All emojis
Emojis (from Japanese ็ตตๆๅญ, meaning 'picture character') are Unicode pictographs that can be used in any text, just like regular letters and numbers. They are standardized by the Unicode Consortium and work across all modern operating systems, browsers and applications.
Key features of emojis:
For HTML-encoded special characters like Greek letters (ฮผ), arrows (โ) and quotes (ยซยป), see the HTML character map.
Find emojis by typing keywords like "smile", "heart", "flag" or "animal". Popular searches: arrows • clocks • country flags • fruits • games • phones • hearts • faces or browse random emojis
left-facing fist: light skin tone
woman teacher: dark skin tone
woman artist: medium skin tone
woman police officer: medium skin tone
woman in tuxedo: medium skin tone
elf: light skin tone
person getting haircut: dark skin tone
person standing: dark skin tone
person kneeling facing right: medium skin tone
man climbing: medium-light skin tone
woman surfing: medium-dark skin tone
person bouncing ball: medium-light skin tone
woman in lotus position: medium skin tone
peacock
coral
worm
mantelpiece clock
umbrella with rain drops
pen
right arrow curving left
plus
large blue diamond
flag: Guinea-Bissau
flag: Mauritania
Copy and paste: Click on any emoji to see its details, then copy the character or code you need.
In HTML: Use the Unicode codepoint like 😀 or paste the emoji directly.
😀
In URLs: Use the URL-encoded version like %F0%9F%98%80 for query parameters.
%F0%9F%98%80
In domain names: Use punycode encoding for emoji domains (e.g., ๐ฉ.la becomes xn--ls8h.la).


- Activity -
Within the records below, find the line containing "Identify the location of a: Forgot". Reproduce it and each line after it exactly, and nothing else.

- Task input -

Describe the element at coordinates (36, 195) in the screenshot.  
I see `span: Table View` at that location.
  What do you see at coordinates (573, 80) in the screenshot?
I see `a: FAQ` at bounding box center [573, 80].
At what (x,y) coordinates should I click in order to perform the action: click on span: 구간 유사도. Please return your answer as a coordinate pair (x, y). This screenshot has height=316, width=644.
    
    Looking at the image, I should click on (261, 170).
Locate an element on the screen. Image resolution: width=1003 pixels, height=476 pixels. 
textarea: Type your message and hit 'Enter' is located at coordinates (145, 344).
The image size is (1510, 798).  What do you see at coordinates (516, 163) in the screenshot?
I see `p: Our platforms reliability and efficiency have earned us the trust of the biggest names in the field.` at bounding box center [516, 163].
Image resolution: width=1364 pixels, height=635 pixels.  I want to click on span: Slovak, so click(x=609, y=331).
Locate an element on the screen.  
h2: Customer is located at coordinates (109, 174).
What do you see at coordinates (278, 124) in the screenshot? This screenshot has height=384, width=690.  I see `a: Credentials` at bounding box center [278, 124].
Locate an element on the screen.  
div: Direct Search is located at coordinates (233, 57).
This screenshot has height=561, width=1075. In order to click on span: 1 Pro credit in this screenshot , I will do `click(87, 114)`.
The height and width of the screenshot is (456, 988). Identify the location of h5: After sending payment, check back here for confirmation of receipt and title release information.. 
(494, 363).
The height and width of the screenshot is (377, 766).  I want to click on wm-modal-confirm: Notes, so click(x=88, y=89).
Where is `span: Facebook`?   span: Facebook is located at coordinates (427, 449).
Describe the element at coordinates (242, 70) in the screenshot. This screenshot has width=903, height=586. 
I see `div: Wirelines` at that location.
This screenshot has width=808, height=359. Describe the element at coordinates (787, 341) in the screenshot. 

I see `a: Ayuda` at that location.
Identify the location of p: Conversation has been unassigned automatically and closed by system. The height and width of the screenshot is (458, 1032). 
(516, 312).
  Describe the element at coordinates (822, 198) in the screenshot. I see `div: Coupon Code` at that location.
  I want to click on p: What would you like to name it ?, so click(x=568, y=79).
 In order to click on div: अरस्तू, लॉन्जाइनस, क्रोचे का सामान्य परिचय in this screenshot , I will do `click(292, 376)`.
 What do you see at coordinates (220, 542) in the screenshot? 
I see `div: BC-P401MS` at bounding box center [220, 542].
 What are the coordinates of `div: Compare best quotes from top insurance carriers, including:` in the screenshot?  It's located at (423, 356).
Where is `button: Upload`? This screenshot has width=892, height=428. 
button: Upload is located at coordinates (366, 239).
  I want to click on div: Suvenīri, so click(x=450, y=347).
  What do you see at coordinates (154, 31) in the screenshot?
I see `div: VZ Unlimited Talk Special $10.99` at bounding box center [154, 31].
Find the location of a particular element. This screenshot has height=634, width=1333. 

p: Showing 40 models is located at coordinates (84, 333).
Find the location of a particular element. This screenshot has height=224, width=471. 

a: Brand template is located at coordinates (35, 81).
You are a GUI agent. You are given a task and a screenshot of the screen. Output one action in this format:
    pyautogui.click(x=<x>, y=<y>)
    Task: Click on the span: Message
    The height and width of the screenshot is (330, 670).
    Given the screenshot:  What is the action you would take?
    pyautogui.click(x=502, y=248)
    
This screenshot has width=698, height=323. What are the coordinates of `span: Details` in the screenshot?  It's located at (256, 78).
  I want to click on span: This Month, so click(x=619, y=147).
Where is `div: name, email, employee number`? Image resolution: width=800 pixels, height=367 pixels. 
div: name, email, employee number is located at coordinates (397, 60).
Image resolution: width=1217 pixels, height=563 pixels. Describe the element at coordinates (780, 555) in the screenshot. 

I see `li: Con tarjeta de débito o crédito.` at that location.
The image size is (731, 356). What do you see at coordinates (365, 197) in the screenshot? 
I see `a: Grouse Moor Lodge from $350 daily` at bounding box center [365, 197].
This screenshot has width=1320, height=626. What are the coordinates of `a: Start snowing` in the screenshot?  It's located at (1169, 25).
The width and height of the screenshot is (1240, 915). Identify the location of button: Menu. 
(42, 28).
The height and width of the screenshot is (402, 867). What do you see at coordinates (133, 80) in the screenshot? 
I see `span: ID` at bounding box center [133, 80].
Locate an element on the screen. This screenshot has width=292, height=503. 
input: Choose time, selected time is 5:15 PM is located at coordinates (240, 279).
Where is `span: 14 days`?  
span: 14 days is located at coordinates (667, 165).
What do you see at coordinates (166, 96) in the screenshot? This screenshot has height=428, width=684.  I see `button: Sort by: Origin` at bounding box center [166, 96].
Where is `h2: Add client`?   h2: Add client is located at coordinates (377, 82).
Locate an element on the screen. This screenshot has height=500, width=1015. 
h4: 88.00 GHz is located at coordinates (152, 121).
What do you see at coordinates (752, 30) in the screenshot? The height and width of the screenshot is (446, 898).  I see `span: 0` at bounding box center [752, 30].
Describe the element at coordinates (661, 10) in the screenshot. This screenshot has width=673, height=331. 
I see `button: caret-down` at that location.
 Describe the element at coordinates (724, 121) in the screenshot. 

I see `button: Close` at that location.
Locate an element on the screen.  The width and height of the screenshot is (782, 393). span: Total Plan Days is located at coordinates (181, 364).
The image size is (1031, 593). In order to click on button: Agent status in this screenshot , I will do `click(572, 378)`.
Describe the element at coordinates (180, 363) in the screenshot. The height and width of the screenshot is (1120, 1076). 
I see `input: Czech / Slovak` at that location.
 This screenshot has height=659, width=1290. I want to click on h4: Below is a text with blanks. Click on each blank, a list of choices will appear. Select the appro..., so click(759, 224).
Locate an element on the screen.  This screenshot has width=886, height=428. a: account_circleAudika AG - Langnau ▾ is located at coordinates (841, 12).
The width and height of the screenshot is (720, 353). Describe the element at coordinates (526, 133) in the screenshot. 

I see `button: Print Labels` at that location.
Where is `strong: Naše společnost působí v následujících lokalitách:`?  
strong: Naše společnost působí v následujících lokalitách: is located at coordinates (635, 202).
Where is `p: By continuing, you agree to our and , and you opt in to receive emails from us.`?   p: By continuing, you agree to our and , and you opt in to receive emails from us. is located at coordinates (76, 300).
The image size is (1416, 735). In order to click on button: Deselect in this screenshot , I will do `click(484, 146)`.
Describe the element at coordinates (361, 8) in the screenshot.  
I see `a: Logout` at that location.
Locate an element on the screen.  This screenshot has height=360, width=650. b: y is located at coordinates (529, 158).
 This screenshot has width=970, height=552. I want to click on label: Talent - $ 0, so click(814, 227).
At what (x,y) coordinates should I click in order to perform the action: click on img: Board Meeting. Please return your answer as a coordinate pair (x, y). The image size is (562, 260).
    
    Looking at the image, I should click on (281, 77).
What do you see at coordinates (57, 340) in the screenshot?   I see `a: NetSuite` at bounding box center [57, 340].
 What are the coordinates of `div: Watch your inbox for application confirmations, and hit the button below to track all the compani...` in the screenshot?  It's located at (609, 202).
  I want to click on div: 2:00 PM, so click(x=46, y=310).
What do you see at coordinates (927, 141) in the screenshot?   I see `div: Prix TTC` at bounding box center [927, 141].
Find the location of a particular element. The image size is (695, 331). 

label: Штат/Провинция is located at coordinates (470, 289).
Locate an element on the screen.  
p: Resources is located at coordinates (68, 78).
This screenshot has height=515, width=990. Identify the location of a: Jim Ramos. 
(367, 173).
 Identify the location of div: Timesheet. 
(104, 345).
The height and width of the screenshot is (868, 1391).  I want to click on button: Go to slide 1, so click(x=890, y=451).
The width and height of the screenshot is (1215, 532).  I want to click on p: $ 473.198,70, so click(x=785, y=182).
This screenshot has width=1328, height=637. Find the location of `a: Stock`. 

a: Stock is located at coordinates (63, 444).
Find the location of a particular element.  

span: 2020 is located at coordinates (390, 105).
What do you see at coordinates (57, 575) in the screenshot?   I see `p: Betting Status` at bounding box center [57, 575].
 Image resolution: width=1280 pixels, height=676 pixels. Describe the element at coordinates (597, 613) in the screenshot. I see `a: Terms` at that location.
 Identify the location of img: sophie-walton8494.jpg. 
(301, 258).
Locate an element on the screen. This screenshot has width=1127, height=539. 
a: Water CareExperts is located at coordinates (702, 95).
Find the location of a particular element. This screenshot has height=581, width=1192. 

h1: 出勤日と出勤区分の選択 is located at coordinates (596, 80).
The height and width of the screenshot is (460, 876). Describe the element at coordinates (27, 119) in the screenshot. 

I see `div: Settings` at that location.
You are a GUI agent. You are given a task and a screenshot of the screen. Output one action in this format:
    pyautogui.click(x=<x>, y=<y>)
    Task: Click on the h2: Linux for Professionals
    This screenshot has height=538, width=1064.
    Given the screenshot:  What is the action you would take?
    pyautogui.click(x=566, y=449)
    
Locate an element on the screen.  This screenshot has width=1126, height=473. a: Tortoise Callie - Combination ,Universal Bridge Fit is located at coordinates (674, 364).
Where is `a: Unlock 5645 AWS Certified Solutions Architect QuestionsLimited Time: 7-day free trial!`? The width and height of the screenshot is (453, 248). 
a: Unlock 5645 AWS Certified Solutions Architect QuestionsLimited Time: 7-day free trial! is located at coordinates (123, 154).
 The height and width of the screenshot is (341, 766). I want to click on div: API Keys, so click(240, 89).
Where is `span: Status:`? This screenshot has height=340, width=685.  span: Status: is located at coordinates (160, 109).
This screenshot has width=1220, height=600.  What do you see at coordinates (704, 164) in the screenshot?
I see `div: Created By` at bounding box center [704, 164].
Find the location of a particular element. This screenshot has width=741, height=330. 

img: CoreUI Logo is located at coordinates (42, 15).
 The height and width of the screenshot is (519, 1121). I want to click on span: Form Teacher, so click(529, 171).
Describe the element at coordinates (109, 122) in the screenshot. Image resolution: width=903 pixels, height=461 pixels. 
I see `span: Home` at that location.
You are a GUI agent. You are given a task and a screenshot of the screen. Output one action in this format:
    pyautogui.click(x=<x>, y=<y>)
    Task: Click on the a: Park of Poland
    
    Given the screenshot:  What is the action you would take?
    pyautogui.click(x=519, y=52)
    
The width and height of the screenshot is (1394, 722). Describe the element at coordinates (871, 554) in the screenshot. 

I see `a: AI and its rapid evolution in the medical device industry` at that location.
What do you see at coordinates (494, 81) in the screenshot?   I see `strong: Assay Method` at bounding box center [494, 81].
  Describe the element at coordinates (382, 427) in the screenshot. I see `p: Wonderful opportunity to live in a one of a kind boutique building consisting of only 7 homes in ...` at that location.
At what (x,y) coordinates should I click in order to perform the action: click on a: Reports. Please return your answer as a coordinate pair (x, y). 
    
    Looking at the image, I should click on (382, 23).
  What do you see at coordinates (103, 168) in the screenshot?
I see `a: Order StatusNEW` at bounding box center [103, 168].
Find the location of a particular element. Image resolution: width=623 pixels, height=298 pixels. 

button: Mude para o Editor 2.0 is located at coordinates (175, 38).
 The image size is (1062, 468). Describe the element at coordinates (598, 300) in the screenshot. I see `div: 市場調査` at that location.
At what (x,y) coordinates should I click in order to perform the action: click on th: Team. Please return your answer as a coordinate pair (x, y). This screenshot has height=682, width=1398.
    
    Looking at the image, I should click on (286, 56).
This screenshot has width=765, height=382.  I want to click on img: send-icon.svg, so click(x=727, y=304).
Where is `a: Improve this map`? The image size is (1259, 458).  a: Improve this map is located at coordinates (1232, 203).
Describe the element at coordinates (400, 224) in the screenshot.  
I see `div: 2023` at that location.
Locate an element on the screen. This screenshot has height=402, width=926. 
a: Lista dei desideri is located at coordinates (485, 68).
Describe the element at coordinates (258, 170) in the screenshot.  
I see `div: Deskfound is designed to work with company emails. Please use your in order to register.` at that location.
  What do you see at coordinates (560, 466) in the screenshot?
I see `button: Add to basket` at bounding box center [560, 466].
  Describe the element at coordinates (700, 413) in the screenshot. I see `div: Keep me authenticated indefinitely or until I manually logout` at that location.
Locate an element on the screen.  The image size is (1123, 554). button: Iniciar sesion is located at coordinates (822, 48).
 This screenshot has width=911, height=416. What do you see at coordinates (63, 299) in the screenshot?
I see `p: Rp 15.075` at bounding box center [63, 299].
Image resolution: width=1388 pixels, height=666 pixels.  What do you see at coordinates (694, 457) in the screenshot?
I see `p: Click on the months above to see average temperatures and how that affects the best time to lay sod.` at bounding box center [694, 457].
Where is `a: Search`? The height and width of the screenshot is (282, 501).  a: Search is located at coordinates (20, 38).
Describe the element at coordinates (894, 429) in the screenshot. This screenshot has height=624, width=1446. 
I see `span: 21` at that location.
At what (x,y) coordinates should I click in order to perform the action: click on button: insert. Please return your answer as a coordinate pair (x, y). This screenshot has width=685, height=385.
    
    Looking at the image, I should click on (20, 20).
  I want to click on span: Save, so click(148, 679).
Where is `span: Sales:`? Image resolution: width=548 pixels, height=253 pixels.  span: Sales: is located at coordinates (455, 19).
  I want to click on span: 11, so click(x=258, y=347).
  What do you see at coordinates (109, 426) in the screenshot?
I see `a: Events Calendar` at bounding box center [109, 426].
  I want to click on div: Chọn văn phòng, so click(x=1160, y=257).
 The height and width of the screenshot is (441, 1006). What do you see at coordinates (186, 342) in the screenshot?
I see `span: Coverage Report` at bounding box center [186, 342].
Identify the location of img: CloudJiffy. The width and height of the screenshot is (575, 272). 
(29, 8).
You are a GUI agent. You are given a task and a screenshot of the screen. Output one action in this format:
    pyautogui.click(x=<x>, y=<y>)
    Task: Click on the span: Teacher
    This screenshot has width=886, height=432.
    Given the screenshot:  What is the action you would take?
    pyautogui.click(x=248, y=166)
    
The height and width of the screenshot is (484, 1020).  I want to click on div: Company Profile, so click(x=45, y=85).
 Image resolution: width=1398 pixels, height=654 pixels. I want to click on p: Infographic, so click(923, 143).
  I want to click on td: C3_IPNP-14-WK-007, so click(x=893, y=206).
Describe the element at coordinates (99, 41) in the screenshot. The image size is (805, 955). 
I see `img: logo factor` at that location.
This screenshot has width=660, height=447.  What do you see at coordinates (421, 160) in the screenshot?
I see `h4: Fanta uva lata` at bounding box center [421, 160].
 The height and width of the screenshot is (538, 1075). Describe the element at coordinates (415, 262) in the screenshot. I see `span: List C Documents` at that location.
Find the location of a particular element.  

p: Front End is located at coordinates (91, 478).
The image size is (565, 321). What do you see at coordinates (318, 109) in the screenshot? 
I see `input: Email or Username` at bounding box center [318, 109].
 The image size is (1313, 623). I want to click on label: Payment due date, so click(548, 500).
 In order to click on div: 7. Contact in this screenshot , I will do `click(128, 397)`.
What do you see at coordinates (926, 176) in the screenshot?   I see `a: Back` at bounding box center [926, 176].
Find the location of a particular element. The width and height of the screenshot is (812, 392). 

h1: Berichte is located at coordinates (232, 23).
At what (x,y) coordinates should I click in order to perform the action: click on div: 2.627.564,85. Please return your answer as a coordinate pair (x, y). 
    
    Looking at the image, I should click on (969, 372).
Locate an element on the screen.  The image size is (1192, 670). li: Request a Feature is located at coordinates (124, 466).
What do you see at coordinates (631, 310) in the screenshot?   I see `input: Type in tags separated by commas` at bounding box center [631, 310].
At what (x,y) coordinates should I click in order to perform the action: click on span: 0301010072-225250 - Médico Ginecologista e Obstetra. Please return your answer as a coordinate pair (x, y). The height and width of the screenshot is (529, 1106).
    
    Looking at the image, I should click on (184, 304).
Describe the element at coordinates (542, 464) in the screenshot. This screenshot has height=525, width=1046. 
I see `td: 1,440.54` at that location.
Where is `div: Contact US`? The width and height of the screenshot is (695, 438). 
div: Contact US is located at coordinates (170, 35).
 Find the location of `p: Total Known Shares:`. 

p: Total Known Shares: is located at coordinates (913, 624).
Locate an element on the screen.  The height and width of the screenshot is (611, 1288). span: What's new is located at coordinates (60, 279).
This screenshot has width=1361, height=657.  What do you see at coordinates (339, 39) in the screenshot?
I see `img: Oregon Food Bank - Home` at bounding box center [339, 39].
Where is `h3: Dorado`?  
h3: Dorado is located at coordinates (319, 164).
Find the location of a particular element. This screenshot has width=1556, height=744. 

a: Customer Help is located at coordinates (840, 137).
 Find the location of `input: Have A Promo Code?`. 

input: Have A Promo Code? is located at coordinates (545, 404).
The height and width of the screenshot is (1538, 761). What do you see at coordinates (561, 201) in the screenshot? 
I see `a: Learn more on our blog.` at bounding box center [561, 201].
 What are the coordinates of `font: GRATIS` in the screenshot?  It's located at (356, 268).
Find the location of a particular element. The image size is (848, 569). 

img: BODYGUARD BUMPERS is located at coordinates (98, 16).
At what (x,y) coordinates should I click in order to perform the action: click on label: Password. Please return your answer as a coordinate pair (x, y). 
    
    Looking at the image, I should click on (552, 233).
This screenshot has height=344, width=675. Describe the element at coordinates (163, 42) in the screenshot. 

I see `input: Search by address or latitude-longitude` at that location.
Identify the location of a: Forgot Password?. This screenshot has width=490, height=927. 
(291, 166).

- Your response -
Identify the location of a: Forgot Password?. This screenshot has width=490, height=927. 
(291, 166).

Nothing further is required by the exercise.